══ Record extracts

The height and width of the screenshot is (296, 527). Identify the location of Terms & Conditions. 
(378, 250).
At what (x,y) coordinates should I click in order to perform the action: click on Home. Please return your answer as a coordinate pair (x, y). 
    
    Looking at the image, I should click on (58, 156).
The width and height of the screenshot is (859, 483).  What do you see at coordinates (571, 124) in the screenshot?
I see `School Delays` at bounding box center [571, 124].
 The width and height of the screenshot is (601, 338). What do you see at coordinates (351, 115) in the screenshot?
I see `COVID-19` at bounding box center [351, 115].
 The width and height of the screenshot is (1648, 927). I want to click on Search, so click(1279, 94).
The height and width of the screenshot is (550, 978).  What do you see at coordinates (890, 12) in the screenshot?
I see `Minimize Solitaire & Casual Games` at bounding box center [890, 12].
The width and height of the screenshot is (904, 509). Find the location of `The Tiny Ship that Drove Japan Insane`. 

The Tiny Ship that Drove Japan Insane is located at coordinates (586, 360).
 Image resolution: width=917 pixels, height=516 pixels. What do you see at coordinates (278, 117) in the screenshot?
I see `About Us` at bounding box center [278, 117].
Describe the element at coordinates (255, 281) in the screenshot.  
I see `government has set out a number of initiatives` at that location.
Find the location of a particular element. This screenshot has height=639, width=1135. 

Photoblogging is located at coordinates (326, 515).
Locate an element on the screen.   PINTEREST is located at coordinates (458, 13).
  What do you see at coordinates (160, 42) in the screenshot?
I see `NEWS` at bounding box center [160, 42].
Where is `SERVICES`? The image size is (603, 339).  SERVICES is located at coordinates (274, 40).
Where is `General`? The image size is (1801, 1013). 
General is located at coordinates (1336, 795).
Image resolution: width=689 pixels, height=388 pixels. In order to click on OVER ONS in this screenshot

════

# Work to be completed:
In full and without error, transcribe each of the entries.

# Answer to this problem:
The height and width of the screenshot is (296, 527). Identify the location of Terms & Conditions. 
(378, 250).
At what (x,y) coordinates should I click in order to perform the action: click on Home. Please return your answer as a coordinate pair (x, y). 
    
    Looking at the image, I should click on (58, 156).
The width and height of the screenshot is (859, 483).  What do you see at coordinates (571, 124) in the screenshot?
I see `School Delays` at bounding box center [571, 124].
 The width and height of the screenshot is (601, 338). What do you see at coordinates (351, 115) in the screenshot?
I see `COVID-19` at bounding box center [351, 115].
 The width and height of the screenshot is (1648, 927). I want to click on Search, so click(1279, 94).
The height and width of the screenshot is (550, 978).  What do you see at coordinates (890, 12) in the screenshot?
I see `Minimize Solitaire & Casual Games` at bounding box center [890, 12].
The width and height of the screenshot is (904, 509). Find the location of `The Tiny Ship that Drove Japan Insane`. 

The Tiny Ship that Drove Japan Insane is located at coordinates (586, 360).
 Image resolution: width=917 pixels, height=516 pixels. What do you see at coordinates (278, 117) in the screenshot?
I see `About Us` at bounding box center [278, 117].
Describe the element at coordinates (255, 281) in the screenshot.  
I see `government has set out a number of initiatives` at that location.
Find the location of a particular element. This screenshot has height=639, width=1135. 

Photoblogging is located at coordinates (326, 515).
Locate an element on the screen.   PINTEREST is located at coordinates (458, 13).
  What do you see at coordinates (160, 42) in the screenshot?
I see `NEWS` at bounding box center [160, 42].
Where is `SERVICES`? The image size is (603, 339).  SERVICES is located at coordinates (274, 40).
Where is `General`? The image size is (1801, 1013). 
General is located at coordinates (1336, 795).
Image resolution: width=689 pixels, height=388 pixels. In order to click on OVER ONS in this screenshot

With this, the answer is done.